Space and society in the Greek and Roman worlds
\"We cannot properly understand history without a full appreciation of the spaces through which its actors moved, whether in the home or in the public sphere, and the ways in which they thought about and represented the spaces of their worlds. In this book Michael Scott employs the full range of literary, epigraphic and archaeological evidence in order to demonstrate the many different ways in which spatial analysis can illuminate our understanding of Greek and Roman society and the ways in which these societies thought of, and interacted with, the spaces they occupied and created. Through a series of innovative case studies of texts, physical spaces and cultural constructs, ranging geographically across North Africa, Greece and Roman Italy, as well as an up-to-date introduction on spatial scholarship, this book provides an ideal starting point for students and non-specialists\"-- Provided by publisher.
Aspects of ancient institutions and geography : studies in honor of Richard J.A. Talbert
by
Brice, Lee L.
,
Slootjes, Daniëlle
in
Associations, institutions, etc
,
Associations, institutions, etc. -- Rome -- History
,
Cartography -- Rome -- History
2015
In Aspects of Ancient Institutions and Geography colleagues and students honor Richard J.A. Talbert for his numerous contributions and influence on the fields of ancient history, political and social science, as well as cartography and geography.
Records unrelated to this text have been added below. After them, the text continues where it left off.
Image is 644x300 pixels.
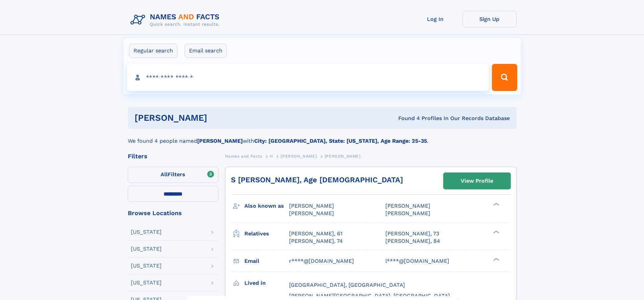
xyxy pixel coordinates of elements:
[231,176,403,184] a: S [PERSON_NAME], Age [DEMOGRAPHIC_DATA]
[254,138,427,144] b: City: [GEOGRAPHIC_DATA], State: [US_STATE], Age Range: 25-35
[131,280,162,286] div: [US_STATE]
[492,64,517,91] button: Search Button
[197,138,243,144] b: [PERSON_NAME]
[385,237,440,245] a: [PERSON_NAME], 84
[443,173,510,189] a: View Profile
[128,153,218,160] div: Filters
[128,167,218,183] label: Filters
[244,277,289,289] h3: Lived in
[131,263,162,269] div: [US_STATE]
[462,11,516,27] a: Sign Up
[289,210,334,217] span: [PERSON_NAME]
[244,228,289,240] h3: Relatives
[289,282,405,288] span: [GEOGRAPHIC_DATA], [GEOGRAPHIC_DATA]
[135,114,303,122] h1: [PERSON_NAME]
[131,247,162,252] div: [US_STATE]
[289,237,343,245] a: [PERSON_NAME], 74
[492,230,500,234] div: ❯
[270,154,273,159] span: H
[385,210,430,217] span: [PERSON_NAME]
[492,203,500,207] div: ❯
[129,43,178,58] label: Regular search
[131,230,162,235] div: [US_STATE]
[225,152,262,160] a: Names and Facts
[244,256,289,267] h3: Email
[244,200,289,212] h3: Also known as
[128,129,516,145] div: We found 4 people named with .
[161,171,168,178] span: All
[303,115,510,122] div: Found 4 Profiles In Our Records Database
[385,230,439,237] a: [PERSON_NAME], 73
[289,293,450,299] span: [PERSON_NAME][GEOGRAPHIC_DATA], [GEOGRAPHIC_DATA]
[127,64,489,91] input: search input
[289,230,343,237] a: [PERSON_NAME], 61
[185,43,227,58] label: Email search
[128,11,225,29] img: Logo Names and Facts
[385,203,430,209] span: [PERSON_NAME]
[128,210,218,216] div: Browse Locations
[408,11,462,27] a: Log In
[270,152,273,160] a: H
[281,154,317,159] span: [PERSON_NAME]
[492,257,500,262] div: ❯
[289,203,334,209] span: [PERSON_NAME]
[281,152,317,160] a: [PERSON_NAME]
[324,154,361,159] span: [PERSON_NAME]
[461,173,493,189] div: View Profile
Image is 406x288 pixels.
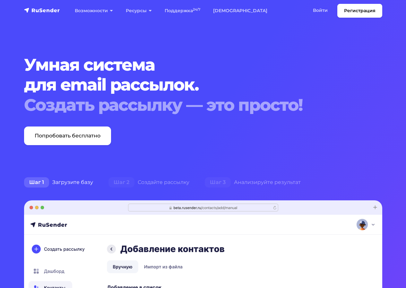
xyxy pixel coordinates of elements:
[68,4,119,17] a: Возможности
[205,177,231,187] span: Шаг 3
[24,95,382,115] div: Создать рассылку — это просто!
[101,176,197,189] div: Создайте рассылку
[193,7,200,12] sup: 24/7
[24,177,49,187] span: Шаг 1
[109,177,135,187] span: Шаг 2
[197,176,309,189] div: Анализируйте результат
[16,176,101,189] div: Загрузите базу
[24,55,382,115] h1: Умная система для email рассылок.
[24,126,111,145] a: Попробовать бесплатно
[24,7,60,13] img: RuSender
[307,4,334,17] a: Войти
[207,4,274,17] a: [DEMOGRAPHIC_DATA]
[337,4,382,18] a: Регистрация
[158,4,207,17] a: Поддержка24/7
[119,4,158,17] a: Ресурсы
This collection of original and useful examinations is focused around the core theme of Talbert's work - how ancient individuals and groups organized their world, through their institutions and geography.The first half of the book considers institutional history in chapters on such diverse topics as the Roman Senate, Roman provincial politics and administration, healing springs, gladiators, and soldiers. Chapters on the geography of Thucydides and Alexander III, imperial geography, tracking letters and using sundials round out the second half of the book.